Some weeks slipped by, and early winter was turning the old white house into a very Franz Joseph Land. "Oh!" cried Dorothy one day, "to think of your having to buy all the coal, Sybil! What stupid things the conventions are! I may accept any extravagant outlay of money in flowers or candy or fruit, but the entire family would be under the grand taboo if I received a ton of coal or a barrel of flour."
"Is the flour out, dear?" quickly asked Sybil, laying down her play-book. "Have you been worrying your poor little head? Don't hide things from me, Dorrie! If I have the money, I love to spend it for home. Of course my salary is small, but, dear heaven! what should we have done without it in this old sieve of a building, where fuel simply melts away, and the grate or stove is always calling out for more? Oh, Dorrie, if I could only make a hit in Juliet! Mr. Thrall would surely raise my salary; yes, in spite of the cost of those costumes that fall upon him, poor man! Are they not a wonderful people—Claire Morrell and Stewart Thrall? Think of the kindness of that woman to me, a nobody! And think of such an actor as Thrall—Stewart Thrall—taking the trouble to teach me the business of Juliet, his very self. Oh, I shall be so frightened! Dorrie, Mr. Roberts has been very patient, going over and over the scenes with me; telling me where I am to stand and where the other people will be, and what they will do, but he never has taught me anything about the actual acting of Juliet. And now to think that I am to be coached at God-mother Van Camp's house by Mr. Thrall in person! I only hope and pray he may not light up as he does sometimes when he is acting, for, if he does, I shall forget my own lines in rapturously listening to him. Do you know, Mr. Roberts is sorry that Mr. Thrall ever undertook the management of a theatre?"
"Why?" asked Dorothy, "he is successful—he must make a great deal of money?"
"That is the very thing poor Mr. Roberts bemoans. He says the artist in him has been suffocated by his commercially won money. He says that Mr. Thrall will himself admit that his acting to-day is not as convincingly true and fine as it was five years ago. Because then he was all enthusiasm, and believed in the dignity and beauty of the art of acting, while to-day he regards it as a means to an end—and that end, money. Poor Mr. Roberts, he seems to know so much about the profession, and yet only plays such small parts. It must be very humiliating. His lip curled so contemptuously when he told me he was going to play the Apothecary. Do you know, Dorrie, I have a suspicion about him, poor man! He always, always smells of cloves, and twice yesterday when he pulled out his handkerchief some cloves fell to the floor, and I said: 'I believe you have a corner on cloves, Mr. Roberts.' And, oh, his poor face turned so red, and I added, hurriedly, 'Don't you think the excessive use of cloves may be injurious to the digestion?' 'Possibly,' he answered, satirically, 'and doubtless still more injurious to the reputation.' I saw his trembling hands; I recalled the watery look his eyes sometimes have; his rapid, almost incoherent speech as opposed to his long silences; and, all at once, I suspected him of drinking."
"Sybil!" exclaimed Dorothy in a shocked voice, "and you have been under his care, and may be again, and he——"
"Has acted like some kind and patient old relative or friend of the family; don't let us forget that. Besides, I may be wrong and ungrateful in suspecting such a thing, but—but it would explain why Mr. Thrall, whom he so admires, only trusts him with such poor, small parts."
Sybil had been nursing her right elbow in her left hand while speaking, and now suddenly exclaimed: "Oh, where's the arnica bottle? I can't bear this last bruise—it's the worst one yet!"
"The bottle is on the wash-stand behind the ewer, but I'm afraid it's nearly empty, for Lena fairly baptized me with it that day of the——"
"Circus?" put in Sybil. "Just look, Dorrie." She pushed up her loose sleeve, and her sister gave a cry of pity at sight of a cruel black bruise on that most sensitive spot—the elbow.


# TASK BRIEF
Below are records; give the number of their lines that contain "nest", and only that number.

*** RECORDS FOR THE TASK ***

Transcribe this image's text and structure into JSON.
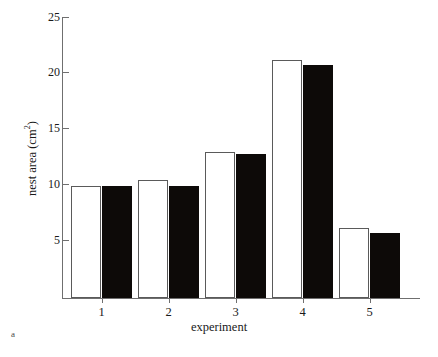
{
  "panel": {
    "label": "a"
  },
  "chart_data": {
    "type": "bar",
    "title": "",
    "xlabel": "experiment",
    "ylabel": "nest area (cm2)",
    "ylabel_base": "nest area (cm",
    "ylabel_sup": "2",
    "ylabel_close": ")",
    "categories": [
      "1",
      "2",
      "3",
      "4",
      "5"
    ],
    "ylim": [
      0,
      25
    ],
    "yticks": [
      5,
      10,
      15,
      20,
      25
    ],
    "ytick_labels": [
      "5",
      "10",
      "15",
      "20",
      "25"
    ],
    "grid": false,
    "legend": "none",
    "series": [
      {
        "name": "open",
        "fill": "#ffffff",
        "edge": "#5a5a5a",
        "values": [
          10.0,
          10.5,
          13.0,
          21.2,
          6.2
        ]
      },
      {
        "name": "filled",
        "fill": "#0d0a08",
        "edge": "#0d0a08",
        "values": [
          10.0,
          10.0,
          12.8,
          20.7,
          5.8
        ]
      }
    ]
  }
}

*** End of RECORDS FOR THE TASK ***
*** RECORDS FOR THE TASK ***

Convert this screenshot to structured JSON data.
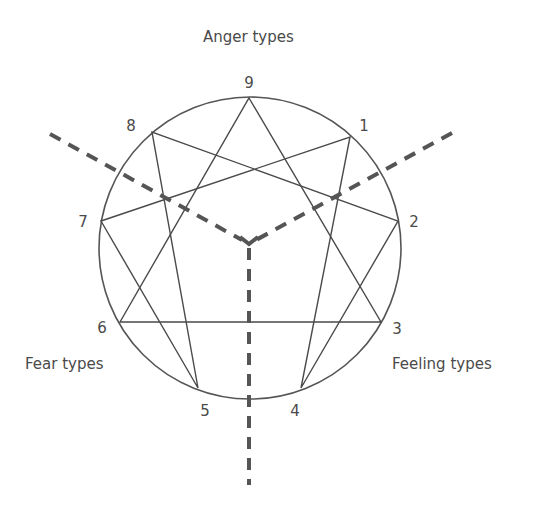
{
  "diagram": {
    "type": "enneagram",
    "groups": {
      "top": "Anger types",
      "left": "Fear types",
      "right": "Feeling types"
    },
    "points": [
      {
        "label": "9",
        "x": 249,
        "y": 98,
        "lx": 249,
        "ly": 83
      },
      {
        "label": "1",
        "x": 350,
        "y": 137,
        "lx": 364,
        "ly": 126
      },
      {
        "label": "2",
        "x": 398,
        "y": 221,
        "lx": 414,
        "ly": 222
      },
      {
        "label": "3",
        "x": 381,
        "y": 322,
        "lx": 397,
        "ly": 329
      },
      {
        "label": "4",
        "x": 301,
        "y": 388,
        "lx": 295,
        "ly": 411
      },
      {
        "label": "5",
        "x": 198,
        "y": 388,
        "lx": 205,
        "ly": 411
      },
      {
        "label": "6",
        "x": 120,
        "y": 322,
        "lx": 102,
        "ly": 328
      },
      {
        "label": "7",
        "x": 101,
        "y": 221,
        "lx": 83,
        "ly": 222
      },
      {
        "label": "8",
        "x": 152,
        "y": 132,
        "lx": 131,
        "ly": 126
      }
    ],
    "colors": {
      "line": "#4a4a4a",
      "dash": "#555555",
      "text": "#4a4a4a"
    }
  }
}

*** End of RECORDS FOR THE TASK ***
*** RECORDS FOR THE TASK ***

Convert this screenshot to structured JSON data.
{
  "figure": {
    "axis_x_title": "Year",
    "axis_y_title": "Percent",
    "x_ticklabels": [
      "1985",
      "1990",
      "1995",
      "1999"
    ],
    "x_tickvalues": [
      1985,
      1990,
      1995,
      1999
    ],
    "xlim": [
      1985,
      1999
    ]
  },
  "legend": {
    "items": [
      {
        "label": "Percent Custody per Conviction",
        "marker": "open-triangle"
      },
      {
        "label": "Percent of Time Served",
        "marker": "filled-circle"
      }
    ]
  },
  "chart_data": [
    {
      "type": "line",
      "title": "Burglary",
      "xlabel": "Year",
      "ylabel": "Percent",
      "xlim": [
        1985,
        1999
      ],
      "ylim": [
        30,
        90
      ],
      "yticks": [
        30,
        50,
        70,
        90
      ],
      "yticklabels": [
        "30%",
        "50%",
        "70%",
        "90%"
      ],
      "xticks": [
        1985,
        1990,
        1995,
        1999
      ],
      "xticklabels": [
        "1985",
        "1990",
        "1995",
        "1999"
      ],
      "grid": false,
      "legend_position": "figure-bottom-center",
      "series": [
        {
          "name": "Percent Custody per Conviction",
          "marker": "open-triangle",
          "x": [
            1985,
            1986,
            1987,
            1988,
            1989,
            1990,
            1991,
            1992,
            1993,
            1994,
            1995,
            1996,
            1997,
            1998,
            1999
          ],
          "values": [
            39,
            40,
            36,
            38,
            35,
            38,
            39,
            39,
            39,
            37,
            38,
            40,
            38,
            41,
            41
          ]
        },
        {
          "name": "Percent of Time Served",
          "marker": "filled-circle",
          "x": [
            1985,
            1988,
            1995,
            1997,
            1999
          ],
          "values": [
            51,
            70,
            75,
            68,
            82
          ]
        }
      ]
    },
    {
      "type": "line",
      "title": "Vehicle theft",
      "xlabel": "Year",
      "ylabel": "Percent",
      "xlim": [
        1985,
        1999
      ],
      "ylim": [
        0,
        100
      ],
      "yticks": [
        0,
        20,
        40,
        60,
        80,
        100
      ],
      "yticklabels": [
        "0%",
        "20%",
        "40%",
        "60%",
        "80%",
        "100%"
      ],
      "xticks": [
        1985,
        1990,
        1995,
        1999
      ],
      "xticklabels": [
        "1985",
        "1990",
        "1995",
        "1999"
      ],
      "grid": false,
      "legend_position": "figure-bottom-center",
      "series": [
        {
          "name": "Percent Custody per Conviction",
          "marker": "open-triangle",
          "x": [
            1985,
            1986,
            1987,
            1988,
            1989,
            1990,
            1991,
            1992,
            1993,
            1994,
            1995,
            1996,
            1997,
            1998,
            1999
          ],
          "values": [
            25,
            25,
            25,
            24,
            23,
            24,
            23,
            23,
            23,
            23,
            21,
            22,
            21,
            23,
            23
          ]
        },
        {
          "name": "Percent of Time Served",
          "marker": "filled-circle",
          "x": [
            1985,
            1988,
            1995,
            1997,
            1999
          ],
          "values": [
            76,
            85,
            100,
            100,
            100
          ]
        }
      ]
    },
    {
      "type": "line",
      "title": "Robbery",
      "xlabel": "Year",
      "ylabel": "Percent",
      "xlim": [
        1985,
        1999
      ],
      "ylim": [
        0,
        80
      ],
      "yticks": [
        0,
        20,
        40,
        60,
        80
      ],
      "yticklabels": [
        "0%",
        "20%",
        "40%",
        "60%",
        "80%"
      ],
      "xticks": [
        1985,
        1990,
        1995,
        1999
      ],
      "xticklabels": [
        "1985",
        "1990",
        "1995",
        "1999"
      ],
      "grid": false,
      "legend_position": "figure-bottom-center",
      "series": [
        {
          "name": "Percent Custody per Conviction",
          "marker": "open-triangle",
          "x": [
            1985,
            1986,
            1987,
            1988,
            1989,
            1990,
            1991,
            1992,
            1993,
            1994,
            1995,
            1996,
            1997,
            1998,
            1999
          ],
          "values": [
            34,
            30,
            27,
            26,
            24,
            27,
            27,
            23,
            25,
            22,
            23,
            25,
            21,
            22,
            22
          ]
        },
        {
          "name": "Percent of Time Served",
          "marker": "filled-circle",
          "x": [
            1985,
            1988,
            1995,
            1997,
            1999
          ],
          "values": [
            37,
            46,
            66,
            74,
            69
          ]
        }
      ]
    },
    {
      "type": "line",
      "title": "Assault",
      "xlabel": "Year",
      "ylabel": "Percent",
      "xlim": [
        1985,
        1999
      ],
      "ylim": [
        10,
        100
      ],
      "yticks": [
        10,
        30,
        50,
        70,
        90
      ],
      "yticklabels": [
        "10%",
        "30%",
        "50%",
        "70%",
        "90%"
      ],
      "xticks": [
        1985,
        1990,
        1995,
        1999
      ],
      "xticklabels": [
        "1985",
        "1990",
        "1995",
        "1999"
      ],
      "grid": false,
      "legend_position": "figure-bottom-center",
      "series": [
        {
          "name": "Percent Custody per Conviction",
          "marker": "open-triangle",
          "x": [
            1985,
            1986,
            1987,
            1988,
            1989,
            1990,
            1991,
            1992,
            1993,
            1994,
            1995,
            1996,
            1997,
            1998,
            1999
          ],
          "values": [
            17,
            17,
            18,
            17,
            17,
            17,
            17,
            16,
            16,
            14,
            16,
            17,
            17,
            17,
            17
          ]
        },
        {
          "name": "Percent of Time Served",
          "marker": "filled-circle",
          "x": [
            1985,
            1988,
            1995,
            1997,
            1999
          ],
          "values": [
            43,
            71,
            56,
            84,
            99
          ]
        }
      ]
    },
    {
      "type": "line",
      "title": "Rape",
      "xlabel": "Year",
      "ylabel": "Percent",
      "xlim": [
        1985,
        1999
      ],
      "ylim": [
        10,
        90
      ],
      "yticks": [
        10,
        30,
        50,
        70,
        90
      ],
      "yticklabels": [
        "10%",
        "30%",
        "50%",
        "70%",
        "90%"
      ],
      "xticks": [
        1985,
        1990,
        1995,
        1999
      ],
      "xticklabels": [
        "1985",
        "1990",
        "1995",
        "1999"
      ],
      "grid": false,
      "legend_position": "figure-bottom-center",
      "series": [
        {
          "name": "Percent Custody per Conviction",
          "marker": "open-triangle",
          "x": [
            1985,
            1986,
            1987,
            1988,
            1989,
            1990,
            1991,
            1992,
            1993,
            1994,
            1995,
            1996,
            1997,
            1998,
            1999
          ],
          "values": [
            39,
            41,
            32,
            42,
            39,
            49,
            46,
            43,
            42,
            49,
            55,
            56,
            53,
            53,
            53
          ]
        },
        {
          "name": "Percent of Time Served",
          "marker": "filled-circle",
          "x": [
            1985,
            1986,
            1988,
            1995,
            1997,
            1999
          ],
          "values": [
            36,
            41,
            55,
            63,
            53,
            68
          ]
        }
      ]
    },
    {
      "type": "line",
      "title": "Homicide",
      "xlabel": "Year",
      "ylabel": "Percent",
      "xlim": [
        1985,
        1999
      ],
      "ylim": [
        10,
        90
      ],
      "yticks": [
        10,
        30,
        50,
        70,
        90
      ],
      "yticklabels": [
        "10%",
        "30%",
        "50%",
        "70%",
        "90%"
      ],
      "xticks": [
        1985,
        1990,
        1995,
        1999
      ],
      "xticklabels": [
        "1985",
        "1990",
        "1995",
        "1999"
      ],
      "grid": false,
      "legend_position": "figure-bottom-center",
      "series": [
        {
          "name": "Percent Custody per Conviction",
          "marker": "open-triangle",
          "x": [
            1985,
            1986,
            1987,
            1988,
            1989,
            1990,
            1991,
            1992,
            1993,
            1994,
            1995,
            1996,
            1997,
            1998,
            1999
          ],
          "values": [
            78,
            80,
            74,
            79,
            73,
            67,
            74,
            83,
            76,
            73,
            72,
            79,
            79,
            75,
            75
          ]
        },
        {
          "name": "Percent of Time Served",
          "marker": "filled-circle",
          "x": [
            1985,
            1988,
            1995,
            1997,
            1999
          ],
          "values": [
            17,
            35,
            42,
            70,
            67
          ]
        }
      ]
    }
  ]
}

*** End of RECORDS FOR THE TASK ***

# ANSWER SPACE
2